Microservices With Spring Boot - Part 4 - Using Ribbon for Load Balancing

Let's learn the basics of microservices and microservices architectures. We will also start looking at a basic implementation of a microservice with Spring Boot. We will create a couple of microservices and get them to talk to each other using Eureka Naming Server and Ribbon for Client Side Load Balancing.

This is part 4 of this series. In this part, we will focus on using Ribbon for load balancing.

Microservices with Spring Boot


You will learn:

Microservices Overview

In the previous two parts, we created the microservices and established communication between them.

GET to http://localhost:8100/currency-converter-feign/from/EUR/to/INR/quantity/10000

{
  id: 10002,
  from: "EUR",
  to: "INR",
  conversionMultiple: 75,
  quantity: 10000,
  totalCalculatedAmount: 750000,
  port: 8000,
}

When we execute the above service, you would see that a request is also sent over to the forex-service. That's cool!

We have now created two microservices and established communication between them.

However, we are hardcoding the URL for FS in the CCS component, CurrencyExchangeServiceProxy.

@FeignClient(name="forex-service" url="localhost:8000")
public interface CurrencyExchangeServiceProxy {
  @GetMapping("/currency-exchange/from/{from}/to/{to}")
  public CurrencyConversionBean retrieveExchangeValue
    (@PathVariable("from") String from, @PathVariable("to") String to);
}

That means when new instances of Forex Service are launched, we have no way of distributing load to them.

In this part, let's now enable client-side load distribution using Ribbon.

Tools you will need:

Complete Maven Project With Code Examples

Our GitHub repository has all the code examples.

Enabling Ribbon

Add this Ribbon Dependency to pom.xml:

    <dependency>
      <groupId>org.springframework.cloud</groupId>
      <artifactId>spring-cloud-starter-ribbon</artifactId>
    </dependency>

Enable RibbonClient in CurrencyExchangeServiceProxy:

@FeignClient(name="forex-service")
@RibbonClient(name="forex-service")
public interface CurrencyExchangeServiceProxy {

Configure the instances in application.properties:

forex-service.ribbon.listOfServers=localhost:8000,localhost:8001


Launch Forex Service on 8001

In the above step, we configured Ribbon to distribute load to instances. However, we do not have any instance of Forex Service running on 8001.

We can launch it by configuring a launch configuration, as shown in the figure below:

Ribbon in Action

Currently, we have the following services up and running:

Now you will see that the requests to CCS would be distributed between the two instances of Forex microservice by Ribbon

Request 1

GET to http://localhost:8100/currency-converter-feign/from/EUR/to/INR/quantity/10000

Request 2

GET to http://localhost:8100/currency-converter-feign/from/EUR/to/INR/quantity/10000

You can see that the port numbers in the two responses are different.

Summary

We have now created two microservices and established communication between them.

We are using Ribbon to distribute load between the two instances of the Forex Service.

However, we are hardcoding the URLs of both instances of FS in CCS. That means that every time there is a new instance of FS, we would need to change the configuration of CCS. That's not cool.

In the next part, we will use Eureka Naming Server to fix this problem.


◆ TASK TO CARRY OUT
Your reply should contain every record, restated word for word.
*** Opening DATA ***
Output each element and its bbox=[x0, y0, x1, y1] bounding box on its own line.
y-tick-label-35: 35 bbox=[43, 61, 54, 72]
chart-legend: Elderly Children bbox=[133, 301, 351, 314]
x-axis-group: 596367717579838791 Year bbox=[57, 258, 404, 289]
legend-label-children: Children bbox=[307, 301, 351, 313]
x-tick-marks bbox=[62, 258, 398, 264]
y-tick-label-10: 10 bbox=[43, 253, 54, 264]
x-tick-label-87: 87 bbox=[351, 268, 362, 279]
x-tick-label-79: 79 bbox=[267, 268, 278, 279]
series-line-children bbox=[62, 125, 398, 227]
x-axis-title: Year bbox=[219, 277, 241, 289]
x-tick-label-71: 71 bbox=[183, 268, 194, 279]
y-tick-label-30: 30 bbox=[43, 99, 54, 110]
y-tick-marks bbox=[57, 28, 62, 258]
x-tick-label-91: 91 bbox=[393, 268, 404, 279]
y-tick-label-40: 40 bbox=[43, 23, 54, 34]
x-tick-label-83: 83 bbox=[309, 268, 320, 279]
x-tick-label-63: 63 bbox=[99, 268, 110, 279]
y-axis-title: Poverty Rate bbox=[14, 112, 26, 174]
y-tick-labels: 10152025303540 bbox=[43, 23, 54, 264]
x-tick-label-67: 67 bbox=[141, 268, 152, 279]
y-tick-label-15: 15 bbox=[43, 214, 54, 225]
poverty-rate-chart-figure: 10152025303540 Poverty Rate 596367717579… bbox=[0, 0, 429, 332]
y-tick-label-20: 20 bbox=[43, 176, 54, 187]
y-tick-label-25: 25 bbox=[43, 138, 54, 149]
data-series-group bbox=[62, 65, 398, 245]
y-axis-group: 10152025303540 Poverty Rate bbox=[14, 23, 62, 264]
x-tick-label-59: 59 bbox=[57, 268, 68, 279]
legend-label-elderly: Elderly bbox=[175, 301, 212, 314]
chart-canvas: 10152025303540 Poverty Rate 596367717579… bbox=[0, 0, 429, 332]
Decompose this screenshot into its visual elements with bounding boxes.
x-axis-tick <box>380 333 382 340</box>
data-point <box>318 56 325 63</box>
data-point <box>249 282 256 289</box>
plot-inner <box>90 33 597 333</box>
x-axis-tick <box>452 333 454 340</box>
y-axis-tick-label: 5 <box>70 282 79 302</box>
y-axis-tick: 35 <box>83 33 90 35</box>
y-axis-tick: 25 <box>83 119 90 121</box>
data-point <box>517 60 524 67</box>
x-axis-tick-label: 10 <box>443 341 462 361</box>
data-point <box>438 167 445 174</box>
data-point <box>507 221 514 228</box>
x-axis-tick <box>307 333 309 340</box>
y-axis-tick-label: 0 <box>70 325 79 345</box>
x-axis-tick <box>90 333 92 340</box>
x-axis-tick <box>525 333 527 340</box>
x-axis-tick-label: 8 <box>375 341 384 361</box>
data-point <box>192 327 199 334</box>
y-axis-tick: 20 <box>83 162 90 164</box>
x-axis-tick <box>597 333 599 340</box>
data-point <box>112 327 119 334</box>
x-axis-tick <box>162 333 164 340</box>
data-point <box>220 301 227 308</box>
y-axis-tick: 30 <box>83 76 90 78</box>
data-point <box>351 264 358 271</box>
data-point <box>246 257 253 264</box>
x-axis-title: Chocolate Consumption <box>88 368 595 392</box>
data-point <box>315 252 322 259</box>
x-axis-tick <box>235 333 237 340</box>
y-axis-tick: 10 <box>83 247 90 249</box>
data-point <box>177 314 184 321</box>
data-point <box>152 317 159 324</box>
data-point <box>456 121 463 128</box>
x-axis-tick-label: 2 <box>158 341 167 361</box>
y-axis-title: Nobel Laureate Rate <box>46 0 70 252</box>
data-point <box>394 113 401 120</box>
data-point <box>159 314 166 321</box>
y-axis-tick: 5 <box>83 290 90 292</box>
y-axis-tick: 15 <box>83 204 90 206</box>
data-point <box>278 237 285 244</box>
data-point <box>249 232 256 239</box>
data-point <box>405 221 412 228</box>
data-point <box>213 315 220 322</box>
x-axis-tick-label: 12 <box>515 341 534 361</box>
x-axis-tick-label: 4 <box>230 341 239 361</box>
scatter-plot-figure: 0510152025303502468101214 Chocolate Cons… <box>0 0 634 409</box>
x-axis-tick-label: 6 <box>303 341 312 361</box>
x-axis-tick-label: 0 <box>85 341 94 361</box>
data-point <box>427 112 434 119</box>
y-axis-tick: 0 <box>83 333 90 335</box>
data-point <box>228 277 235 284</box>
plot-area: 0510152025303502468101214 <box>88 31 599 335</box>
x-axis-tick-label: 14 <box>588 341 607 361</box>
*** Closing DATA ***
◆ RESULT OF THE TASK
Output each element and its bbox=[x0, y0, x1, y1] bounding box on its own line.
y-tick-label-35: 35 bbox=[43, 61, 54, 72]
chart-legend: Elderly Children bbox=[133, 301, 351, 314]
x-axis-group: 596367717579838791 Year bbox=[57, 258, 404, 289]
legend-label-children: Children bbox=[307, 301, 351, 313]
x-tick-marks bbox=[62, 258, 398, 264]
y-tick-label-10: 10 bbox=[43, 253, 54, 264]
x-tick-label-87: 87 bbox=[351, 268, 362, 279]
x-tick-label-79: 79 bbox=[267, 268, 278, 279]
series-line-children bbox=[62, 125, 398, 227]
x-axis-title: Year bbox=[219, 277, 241, 289]
x-tick-label-71: 71 bbox=[183, 268, 194, 279]
y-tick-label-30: 30 bbox=[43, 99, 54, 110]
y-tick-marks bbox=[57, 28, 62, 258]
x-tick-label-91: 91 bbox=[393, 268, 404, 279]
y-tick-label-40: 40 bbox=[43, 23, 54, 34]
x-tick-label-83: 83 bbox=[309, 268, 320, 279]
x-tick-label-63: 63 bbox=[99, 268, 110, 279]
y-axis-title: Poverty Rate bbox=[14, 112, 26, 174]
y-tick-labels: 10152025303540 bbox=[43, 23, 54, 264]
x-tick-label-67: 67 bbox=[141, 268, 152, 279]
y-tick-label-15: 15 bbox=[43, 214, 54, 225]
poverty-rate-chart-figure: 10152025303540 Poverty Rate 596367717579… bbox=[0, 0, 429, 332]
y-tick-label-20: 20 bbox=[43, 176, 54, 187]
y-tick-label-25: 25 bbox=[43, 138, 54, 149]
data-series-group bbox=[62, 65, 398, 245]
y-axis-group: 10152025303540 Poverty Rate bbox=[14, 23, 62, 264]
x-tick-label-59: 59 bbox=[57, 268, 68, 279]
legend-label-elderly: Elderly bbox=[175, 301, 212, 314]
chart-canvas: 10152025303540 Poverty Rate 596367717579… bbox=[0, 0, 429, 332]
Decompose this screenshot into its visual elements with bounding boxes.
x-axis-tick <box>380 333 382 340</box>
data-point <box>318 56 325 63</box>
data-point <box>249 282 256 289</box>
plot-inner <box>90 33 597 333</box>
x-axis-tick <box>452 333 454 340</box>
y-axis-tick-label: 5 <box>70 282 79 302</box>
y-axis-tick: 35 <box>83 33 90 35</box>
y-axis-tick: 25 <box>83 119 90 121</box>
data-point <box>517 60 524 67</box>
x-axis-tick-label: 10 <box>443 341 462 361</box>
data-point <box>438 167 445 174</box>
data-point <box>507 221 514 228</box>
x-axis-tick <box>307 333 309 340</box>
y-axis-tick-label: 0 <box>70 325 79 345</box>
x-axis-tick <box>90 333 92 340</box>
x-axis-tick <box>525 333 527 340</box>
x-axis-tick-label: 8 <box>375 341 384 361</box>
data-point <box>192 327 199 334</box>
y-axis-tick: 20 <box>83 162 90 164</box>
x-axis-tick <box>597 333 599 340</box>
data-point <box>112 327 119 334</box>
x-axis-tick <box>162 333 164 340</box>
data-point <box>220 301 227 308</box>
y-axis-tick: 30 <box>83 76 90 78</box>
data-point <box>351 264 358 271</box>
data-point <box>246 257 253 264</box>
x-axis-title: Chocolate Consumption <box>88 368 595 392</box>
data-point <box>315 252 322 259</box>
x-axis-tick <box>235 333 237 340</box>
y-axis-tick: 10 <box>83 247 90 249</box>
data-point <box>177 314 184 321</box>
data-point <box>152 317 159 324</box>
data-point <box>456 121 463 128</box>
x-axis-tick-label: 2 <box>158 341 167 361</box>
y-axis-title: Nobel Laureate Rate <box>46 0 70 252</box>
data-point <box>394 113 401 120</box>
data-point <box>159 314 166 321</box>
y-axis-tick: 5 <box>83 290 90 292</box>
y-axis-tick: 15 <box>83 204 90 206</box>
data-point <box>278 237 285 244</box>
data-point <box>249 232 256 239</box>
data-point <box>405 221 412 228</box>
data-point <box>213 315 220 322</box>
x-axis-tick-label: 12 <box>515 341 534 361</box>
x-axis-tick-label: 4 <box>230 341 239 361</box>
scatter-plot-figure: 0510152025303502468101214 Chocolate Cons… <box>0 0 634 409</box>
x-axis-tick-label: 6 <box>303 341 312 361</box>
x-axis-tick-label: 0 <box>85 341 94 361</box>
data-point <box>427 112 434 119</box>
y-axis-tick: 0 <box>83 333 90 335</box>
data-point <box>228 277 235 284</box>
plot-area: 0510152025303502468101214 <box>88 31 599 335</box>
x-axis-tick-label: 14 <box>588 341 607 361</box>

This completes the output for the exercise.